Published on the fiftieth anniversary of Marcel Duchamp''s death, Duchamp''s Last Day offers a radical reading of the artist''s final hours . Just moments after Duchamp died, his closest friend Man Ray took a photograph of him. His face is wan; his eyes are closed; he appears calm. Taking this image as a point of departure, Donald Shambroom begins to examine the surrounding context-the dinner with Man Ray and another friend, Robert Lebel, the night Duchamp died, the conversations about his own death at that dinner and elsewhere, and the larger question of whether this radical artist''s death can be read as an extension of his work. Shambroom''s in-depth research into this final night, and his analysis of the photograph, feeds into larger questions about the very nature of artworks and authorship which Duchamp raised in his lifetime. In the case of this mysterious and once long-lost photograph, who is the author? Man Ray or Duchamp? Is it an artwork or merely a record? Has the artist himself turned into one of his own readymades? A fascinating essay that is both intimate and steeped in art history, Duchamp''s Last Day is filled with intricate details from decades of research into this peculiar encounter between art, life, and death. Shambroom''s book is a wonderful study of one of the greatest artists of the twentieth century.
In an increasingly polarized world, with shifting and extreme politics, Social Forms illustrates artists at the forefront of political and social resistance. Highlighting different moments of crisis and how these are reflected and preserved through crucial artworks, it also asks how to make art in the age of Brexit, Trump, and the refugee and climate crises. In Social Forms: A Short History of Political Art , renowned critic, curator, and writer Christian Viveros-Faune has picked fifty representative artworks- from Francisco de Goya''s The Disasters of War (1810-1820) to David Hammons''s In the Hood (1993)-that give voice to some of modern art''s strongest calls to political action. In accessible and witty entries on each piece, Viveros-Faune paints a picture of the context in which each work was created, the artist''s background, and the historical impact of each contribution. At times artists create projects that subvert existing power structures; at other moments they make artwork so powerful it challenges the very fabric of society. Whether it is Picasso''s Guernica and its place at the 1937 Worlds Fair, or Jenny Holzer''s Truisms (1977-1979), which still stop us in our tracks, this book tells the story behind some of the most important and unexpected encounters between artworks and the real worlds they engage with. Never professing to be a definitive history of political art, Social Forms delivers a unique and compelling portrait of how artists during the last 150 years have dealt with changing political systems, the violence of modern warfare, the rise of consumer culture worldwide, the prevalence of inequality and racism, and the challenges of technology.
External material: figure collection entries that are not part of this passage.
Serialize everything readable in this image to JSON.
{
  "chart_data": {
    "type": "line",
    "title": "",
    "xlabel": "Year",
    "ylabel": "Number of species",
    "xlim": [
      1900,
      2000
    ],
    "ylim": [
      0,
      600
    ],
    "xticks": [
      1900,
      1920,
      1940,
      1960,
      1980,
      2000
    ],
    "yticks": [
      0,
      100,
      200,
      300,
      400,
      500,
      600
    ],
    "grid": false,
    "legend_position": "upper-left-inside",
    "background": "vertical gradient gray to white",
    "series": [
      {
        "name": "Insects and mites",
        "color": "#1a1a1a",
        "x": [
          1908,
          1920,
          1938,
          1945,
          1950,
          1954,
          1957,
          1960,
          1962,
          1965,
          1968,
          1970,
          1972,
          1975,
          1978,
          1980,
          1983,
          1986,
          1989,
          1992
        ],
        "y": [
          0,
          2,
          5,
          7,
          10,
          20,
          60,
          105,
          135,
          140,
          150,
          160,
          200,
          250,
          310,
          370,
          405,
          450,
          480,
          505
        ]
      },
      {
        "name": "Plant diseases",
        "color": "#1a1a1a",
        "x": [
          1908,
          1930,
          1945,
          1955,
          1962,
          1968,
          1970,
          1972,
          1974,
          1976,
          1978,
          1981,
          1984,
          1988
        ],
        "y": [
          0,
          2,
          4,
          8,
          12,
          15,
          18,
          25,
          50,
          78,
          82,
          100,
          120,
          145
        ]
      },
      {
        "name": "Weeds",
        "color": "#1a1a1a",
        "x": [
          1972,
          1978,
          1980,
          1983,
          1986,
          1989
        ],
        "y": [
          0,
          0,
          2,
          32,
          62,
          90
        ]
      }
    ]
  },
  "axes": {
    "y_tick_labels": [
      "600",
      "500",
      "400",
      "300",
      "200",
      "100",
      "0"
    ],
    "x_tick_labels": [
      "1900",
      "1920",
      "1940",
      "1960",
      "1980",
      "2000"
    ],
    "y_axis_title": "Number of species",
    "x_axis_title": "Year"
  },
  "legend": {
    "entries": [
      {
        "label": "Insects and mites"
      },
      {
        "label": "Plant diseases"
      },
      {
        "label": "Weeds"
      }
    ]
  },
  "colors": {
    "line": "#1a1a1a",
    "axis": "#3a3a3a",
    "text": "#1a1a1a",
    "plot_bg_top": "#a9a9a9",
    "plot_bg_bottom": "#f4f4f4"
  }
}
"For Blue there are no boundaries or solutions." -Derek Jarman.
Originally released as a feature film in 1993, the year before the acclaimed artist and filmmaker Derek Jarman's death due to an AIDS-related illness, Blue is a daring and powerful work of art. The film - and this highly-anticipated book's text - serve as iconoclastic responses to the lack of political engagement with the AIDS crisis.
Written poetically and surrealistically, Jarman's text moves through myriad scenes, some banal, others fantastical. Stories of quotidian life--getting coffee, reading the newspaper, and walking down the sidewalk--escalate to visions of Marco Polo, the Taj Mahal, or blue fighting yellow. Facing death and a cascade of pills, Jarman presents his illness in delirium and metaphors. He contemplates the physicality of emotions in lyrical prose as he grounds this story in the constant return to Blue - a color, a feeling, a funk. Michael Charlesworth's compelling introduction brings Blue into conversation with Jarman's visual paintings as never before.